Opera on Mac gets new makeup; From 9.6 to 10.5

I’m seriously happy about Opera right now. Not only have they succeeded at keeping up with the technical updates, their browser is now finally another proud owner of a native shell on Mac.

This whole native shell movement really makes my eyes happy. Afterall, we did go from 9.6 to 10.5:

From the left to the right, Opera 9.6, Opera 10.1, Opera 10.5 Pre-Alpha for Labs.

10.5 also has a nice addition, smoothly animated tabs à-la-Safari.  We might see additional changes by the time this hits release, but it really makes me want to use Opera more. (Note, Opera 10.5 has other interface change niceties not covered here, but you get the gist of it; more animation and coolness, including for the first time being able to tab through checkboxes on Mac)

A note on speed

Opera Software proved once again that sheer technical expertise can surpass open source communities, as well Google on that note. On my computer, I got 393.2 ms for Opera 10.5 and 428.4 ms for Chrome 4 in the SunSpider JavaScript Benchmark, and it’s apparently even faster on Windows but I didn’t test that yet. Amazing.

Learn Java the Awesome Free Way

In my new career as a Java developer, as I’m French, I’ve been using the siteduzero.com’s Java tutorial. Actually, that’s just when I didn’t want to get my big Deitel and Deitel book out, but seriously, forget about SiteDuZero’s crap. I’m really sorry for the author, but as a message to you: “Your code sucks”.

All that said, if you want a serious and reliable source to learn Java, just try Java Tutorials! It’s an official publication from Sun, it’s free, and it’s more than complete (check out that massive index). You can even buy it in book form.

The only hiccup with this is the coding style. While K&R might be Java conventions, it might not be your cup of tee. I know, I’m allergic to K&R too and I prefer Allman. If you really can’t look at Sun’s code, there’s always Deitel and Deitel’s Java books.

Note: This does not cover Java EE. For that go to the Java EE 5 Tutorials (lol, it’s amazing really, they have it for like everything).

Enable Explicit Error Reporting in IIS 7

Well, after trying to find out via Google, I gave up with the stupid answers from dumb ASP.net programmers such as “VBScript is not a server-side language” or “you can’t run .asp on IIS 7″.

Sure…

So for the curious, here it is:

  1. Start
  2. Search for Internet Information Services (IIS) Manager
  3. In Debugging Properties, set “Send Errors To Browser”  to true
  4. Don’t forget to click “Apply” under the Actions panel on the right

That’s it. IIS will now shoot the runtime errors directly into your browser window instead of saying something went wrong with the URL. I’m pretty sure this is on by default in previous IIS versions, hence the confusion.

You might also want to turn on “Enable Parent Paths” in the Behavior section, which will enable the ..\ relative path notation. Frankly I don’t know why this is turned off by default… but hey, we’re talking classic ASP here. It’s not like Microsoft really cares.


• **What you need to do**: What is needed is an exact copy of all the entries.

• **Material for this task**:
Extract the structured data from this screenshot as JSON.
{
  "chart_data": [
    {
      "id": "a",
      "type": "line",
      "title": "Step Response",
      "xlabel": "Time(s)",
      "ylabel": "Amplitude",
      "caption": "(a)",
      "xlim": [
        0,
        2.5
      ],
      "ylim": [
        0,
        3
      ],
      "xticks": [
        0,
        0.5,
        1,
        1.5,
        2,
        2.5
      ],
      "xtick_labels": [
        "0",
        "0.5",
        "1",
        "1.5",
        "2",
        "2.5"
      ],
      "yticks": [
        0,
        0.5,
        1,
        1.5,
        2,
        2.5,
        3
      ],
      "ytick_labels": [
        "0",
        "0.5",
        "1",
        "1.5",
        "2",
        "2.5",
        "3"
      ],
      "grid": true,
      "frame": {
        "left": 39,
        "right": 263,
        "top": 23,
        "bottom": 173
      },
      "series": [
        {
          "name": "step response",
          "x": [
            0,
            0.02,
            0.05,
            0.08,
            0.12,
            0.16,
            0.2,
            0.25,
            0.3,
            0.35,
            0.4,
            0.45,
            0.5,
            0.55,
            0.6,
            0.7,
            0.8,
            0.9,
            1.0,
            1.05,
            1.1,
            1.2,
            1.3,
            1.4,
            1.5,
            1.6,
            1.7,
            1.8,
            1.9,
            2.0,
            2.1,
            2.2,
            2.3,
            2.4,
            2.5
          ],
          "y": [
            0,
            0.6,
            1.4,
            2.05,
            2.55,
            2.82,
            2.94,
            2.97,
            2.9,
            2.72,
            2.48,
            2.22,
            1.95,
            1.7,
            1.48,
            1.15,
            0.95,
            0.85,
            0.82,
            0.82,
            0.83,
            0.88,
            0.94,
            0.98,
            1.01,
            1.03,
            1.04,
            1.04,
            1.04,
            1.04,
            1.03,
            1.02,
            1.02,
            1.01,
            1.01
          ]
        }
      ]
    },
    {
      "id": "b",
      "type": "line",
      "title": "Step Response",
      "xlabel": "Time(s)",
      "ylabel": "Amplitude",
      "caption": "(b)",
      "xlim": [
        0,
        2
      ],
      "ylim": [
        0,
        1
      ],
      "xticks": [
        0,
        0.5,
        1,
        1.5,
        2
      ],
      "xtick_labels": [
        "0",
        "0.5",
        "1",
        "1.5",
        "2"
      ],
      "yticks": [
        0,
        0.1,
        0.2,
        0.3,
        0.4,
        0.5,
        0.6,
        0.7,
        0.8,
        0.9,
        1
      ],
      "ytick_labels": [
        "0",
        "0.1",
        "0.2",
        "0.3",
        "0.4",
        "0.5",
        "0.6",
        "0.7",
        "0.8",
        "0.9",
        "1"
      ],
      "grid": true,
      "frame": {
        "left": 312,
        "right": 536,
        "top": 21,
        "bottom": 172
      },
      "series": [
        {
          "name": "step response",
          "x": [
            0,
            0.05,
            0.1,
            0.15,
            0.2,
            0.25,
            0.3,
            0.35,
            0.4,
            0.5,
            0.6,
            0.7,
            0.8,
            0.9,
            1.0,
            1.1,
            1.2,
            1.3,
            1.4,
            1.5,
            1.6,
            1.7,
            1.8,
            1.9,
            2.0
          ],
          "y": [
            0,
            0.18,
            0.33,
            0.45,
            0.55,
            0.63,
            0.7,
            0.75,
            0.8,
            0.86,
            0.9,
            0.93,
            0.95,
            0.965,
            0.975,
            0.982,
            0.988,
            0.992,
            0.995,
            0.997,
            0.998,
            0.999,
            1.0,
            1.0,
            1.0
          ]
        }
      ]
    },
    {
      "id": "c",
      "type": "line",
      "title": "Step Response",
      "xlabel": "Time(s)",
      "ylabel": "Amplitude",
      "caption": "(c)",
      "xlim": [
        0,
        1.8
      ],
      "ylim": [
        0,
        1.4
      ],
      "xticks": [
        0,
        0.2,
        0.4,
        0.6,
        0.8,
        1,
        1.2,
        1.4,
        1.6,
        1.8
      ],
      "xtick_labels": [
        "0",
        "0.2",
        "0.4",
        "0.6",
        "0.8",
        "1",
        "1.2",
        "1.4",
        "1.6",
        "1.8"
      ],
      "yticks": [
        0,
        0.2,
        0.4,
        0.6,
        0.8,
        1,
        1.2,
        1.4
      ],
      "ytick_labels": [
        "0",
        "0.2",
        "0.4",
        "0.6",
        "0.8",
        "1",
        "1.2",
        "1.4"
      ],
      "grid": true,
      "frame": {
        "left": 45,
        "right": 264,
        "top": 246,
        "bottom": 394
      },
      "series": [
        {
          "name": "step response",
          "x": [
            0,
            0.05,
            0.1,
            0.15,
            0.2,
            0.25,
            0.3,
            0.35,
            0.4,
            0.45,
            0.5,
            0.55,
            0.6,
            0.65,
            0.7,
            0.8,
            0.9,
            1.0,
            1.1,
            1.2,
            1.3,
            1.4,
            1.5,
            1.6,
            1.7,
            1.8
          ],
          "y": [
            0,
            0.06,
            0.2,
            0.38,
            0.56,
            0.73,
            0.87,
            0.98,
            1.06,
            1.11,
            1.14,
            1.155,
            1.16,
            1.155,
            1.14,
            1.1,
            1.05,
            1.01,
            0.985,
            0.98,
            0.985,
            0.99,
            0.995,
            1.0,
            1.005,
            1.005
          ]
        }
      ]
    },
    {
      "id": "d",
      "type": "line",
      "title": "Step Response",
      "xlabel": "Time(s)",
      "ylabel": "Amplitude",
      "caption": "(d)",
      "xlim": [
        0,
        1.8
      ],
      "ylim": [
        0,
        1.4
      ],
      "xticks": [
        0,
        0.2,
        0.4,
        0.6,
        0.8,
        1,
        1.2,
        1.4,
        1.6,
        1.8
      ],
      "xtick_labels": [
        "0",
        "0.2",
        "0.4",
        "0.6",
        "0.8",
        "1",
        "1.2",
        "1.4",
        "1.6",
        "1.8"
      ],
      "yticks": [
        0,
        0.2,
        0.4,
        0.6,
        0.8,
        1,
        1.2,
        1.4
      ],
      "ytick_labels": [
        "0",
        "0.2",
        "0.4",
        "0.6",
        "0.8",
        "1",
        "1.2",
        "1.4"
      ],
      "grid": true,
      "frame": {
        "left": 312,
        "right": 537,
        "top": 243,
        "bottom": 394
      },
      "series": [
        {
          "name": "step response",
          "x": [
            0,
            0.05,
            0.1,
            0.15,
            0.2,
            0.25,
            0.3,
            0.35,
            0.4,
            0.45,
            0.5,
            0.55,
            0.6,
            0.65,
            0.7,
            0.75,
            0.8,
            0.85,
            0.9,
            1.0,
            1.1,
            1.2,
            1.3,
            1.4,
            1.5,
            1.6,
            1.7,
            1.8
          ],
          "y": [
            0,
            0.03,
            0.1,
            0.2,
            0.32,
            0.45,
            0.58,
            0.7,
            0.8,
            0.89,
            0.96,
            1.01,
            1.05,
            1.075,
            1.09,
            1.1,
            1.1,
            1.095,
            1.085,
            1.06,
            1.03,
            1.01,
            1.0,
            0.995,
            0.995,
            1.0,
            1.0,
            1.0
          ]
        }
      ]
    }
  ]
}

• **Problem solution**:
Extract the structured data from this screenshot as JSON.
{
  "chart_data": [
    {
      "id": "a",
      "type": "line",
      "title": "Step Response",
      "xlabel": "Time(s)",
      "ylabel": "Amplitude",
      "caption": "(a)",
      "xlim": [
        0,
        2.5
      ],
      "ylim": [
        0,
        3
      ],
      "xticks": [
        0,
        0.5,
        1,
        1.5,
        2,
        2.5
      ],
      "xtick_labels": [
        "0",
        "0.5",
        "1",
        "1.5",
        "2",
        "2.5"
      ],
      "yticks": [
        0,
        0.5,
        1,
        1.5,
        2,
        2.5,
        3
      ],
      "ytick_labels": [
        "0",
        "0.5",
        "1",
        "1.5",
        "2",
        "2.5",
        "3"
      ],
      "grid": true,
      "frame": {
        "left": 39,
        "right": 263,
        "top": 23,
        "bottom": 173
      },
      "series": [
        {
          "name": "step response",
          "x": [
            0,
            0.02,
            0.05,
            0.08,
            0.12,
            0.16,
            0.2,
            0.25,
            0.3,
            0.35,
            0.4,
            0.45,
            0.5,
            0.55,
            0.6,
            0.7,
            0.8,
            0.9,
            1.0,
            1.05,
            1.1,
            1.2,
            1.3,
            1.4,
            1.5,
            1.6,
            1.7,
            1.8,
            1.9,
            2.0,
            2.1,
            2.2,
            2.3,
            2.4,
            2.5
          ],
          "y": [
            0,
            0.6,
            1.4,
            2.05,
            2.55,
            2.82,
            2.94,
            2.97,
            2.9,
            2.72,
            2.48,
            2.22,
            1.95,
            1.7,
            1.48,
            1.15,
            0.95,
            0.85,
            0.82,
            0.82,
            0.83,
            0.88,
            0.94,
            0.98,
            1.01,
            1.03,
            1.04,
            1.04,
            1.04,
            1.04,
            1.03,
            1.02,
            1.02,
            1.01,
            1.01
          ]
        }
      ]
    },
    {
      "id": "b",
      "type": "line",
      "title": "Step Response",
      "xlabel": "Time(s)",
      "ylabel": "Amplitude",
      "caption": "(b)",
      "xlim": [
        0,
        2
      ],
      "ylim": [
        0,
        1
      ],
      "xticks": [
        0,
        0.5,
        1,
        1.5,
        2
      ],
      "xtick_labels": [
        "0",
        "0.5",
        "1",
        "1.5",
        "2"
      ],
      "yticks": [
        0,
        0.1,
        0.2,
        0.3,
        0.4,
        0.5,
        0.6,
        0.7,
        0.8,
        0.9,
        1
      ],
      "ytick_labels": [
        "0",
        "0.1",
        "0.2",
        "0.3",
        "0.4",
        "0.5",
        "0.6",
        "0.7",
        "0.8",
        "0.9",
        "1"
      ],
      "grid": true,
      "frame": {
        "left": 312,
        "right": 536,
        "top": 21,
        "bottom": 172
      },
      "series": [
        {
          "name": "step response",
          "x": [
            0,
            0.05,
            0.1,
            0.15,
            0.2,
            0.25,
            0.3,
            0.35,
            0.4,
            0.5,
            0.6,
            0.7,
            0.8,
            0.9,
            1.0,
            1.1,
            1.2,
            1.3,
            1.4,
            1.5,
            1.6,
            1.7,
            1.8,
            1.9,
            2.0
          ],
          "y": [
            0,
            0.18,
            0.33,
            0.45,
            0.55,
            0.63,
            0.7,
            0.75,
            0.8,
            0.86,
            0.9,
            0.93,
            0.95,
            0.965,
            0.975,
            0.982,
            0.988,
            0.992,
            0.995,
            0.997,
            0.998,
            0.999,
            1.0,
            1.0,
            1.0
          ]
        }
      ]
    },
    {
      "id": "c",
      "type": "line",
      "title": "Step Response",
      "xlabel": "Time(s)",
      "ylabel": "Amplitude",
      "caption": "(c)",
      "xlim": [
        0,
        1.8
      ],
      "ylim": [
        0,
        1.4
      ],
      "xticks": [
        0,
        0.2,
        0.4,
        0.6,
        0.8,
        1,
        1.2,
        1.4,
        1.6,
        1.8
      ],
      "xtick_labels": [
        "0",
        "0.2",
        "0.4",
        "0.6",
        "0.8",
        "1",
        "1.2",
        "1.4",
        "1.6",
        "1.8"
      ],
      "yticks": [
        0,
        0.2,
        0.4,
        0.6,
        0.8,
        1,
        1.2,
        1.4
      ],
      "ytick_labels": [
        "0",
        "0.2",
        "0.4",
        "0.6",
        "0.8",
        "1",
        "1.2",
        "1.4"
      ],
      "grid": true,
      "frame": {
        "left": 45,
        "right": 264,
        "top": 246,
        "bottom": 394
      },
      "series": [
        {
          "name": "step response",
          "x": [
            0,
            0.05,
            0.1,
            0.15,
            0.2,
            0.25,
            0.3,
            0.35,
            0.4,
            0.45,
            0.5,
            0.55,
            0.6,
            0.65,
            0.7,
            0.8,
            0.9,
            1.0,
            1.1,
            1.2,
            1.3,
            1.4,
            1.5,
            1.6,
            1.7,
            1.8
          ],
          "y": [
            0,
            0.06,
            0.2,
            0.38,
            0.56,
            0.73,
            0.87,
            0.98,
            1.06,
            1.11,
            1.14,
            1.155,
            1.16,
            1.155,
            1.14,
            1.1,
            1.05,
            1.01,
            0.985,
            0.98,
            0.985,
            0.99,
            0.995,
            1.0,
            1.005,
            1.005
          ]
        }
      ]
    },
    {
      "id": "d",
      "type": "line",
      "title": "Step Response",
      "xlabel": "Time(s)",
      "ylabel": "Amplitude",
      "caption": "(d)",
      "xlim": [
        0,
        1.8
      ],
      "ylim": [
        0,
        1.4
      ],
      "xticks": [
        0,
        0.2,
        0.4,
        0.6,
        0.8,
        1,
        1.2,
        1.4,
        1.6,
        1.8
      ],
      "xtick_labels": [
        "0",
        "0.2",
        "0.4",
        "0.6",
        "0.8",
        "1",
        "1.2",
        "1.4",
        "1.6",
        "1.8"
      ],
      "yticks": [
        0,
        0.2,
        0.4,
        0.6,
        0.8,
        1,
        1.2,
        1.4
      ],
      "ytick_labels": [
        "0",
        "0.2",
        "0.4",
        "0.6",
        "0.8",
        "1",
        "1.2",
        "1.4"
      ],
      "grid": true,
      "frame": {
        "left": 312,
        "right": 537,
        "top": 243,
        "bottom": 394
      },
      "series": [
        {
          "name": "step response",
          "x": [
            0,
            0.05,
            0.1,
            0.15,
            0.2,
            0.25,
            0.3,
            0.35,
            0.4,
            0.45,
            0.5,
            0.55,
            0.6,
            0.65,
            0.7,
            0.75,
            0.8,
            0.85,
            0.9,
            1.0,
            1.1,
            1.2,
            1.3,
            1.4,
            1.5,
            1.6,
            1.7,
            1.8
          ],
          "y": [
            0,
            0.03,
            0.1,
            0.2,
            0.32,
            0.45,
            0.58,
            0.7,
            0.8,
            0.89,
            0.96,
            1.01,
            1.05,
            1.075,
            1.09,
            1.1,
            1.1,
            1.095,
            1.085,
            1.06,
            1.03,
            1.01,
            1.0,
            0.995,
            0.995,
            1.0,
            1.0,
            1.0
          ]
        }
      ]
    }
  ]
}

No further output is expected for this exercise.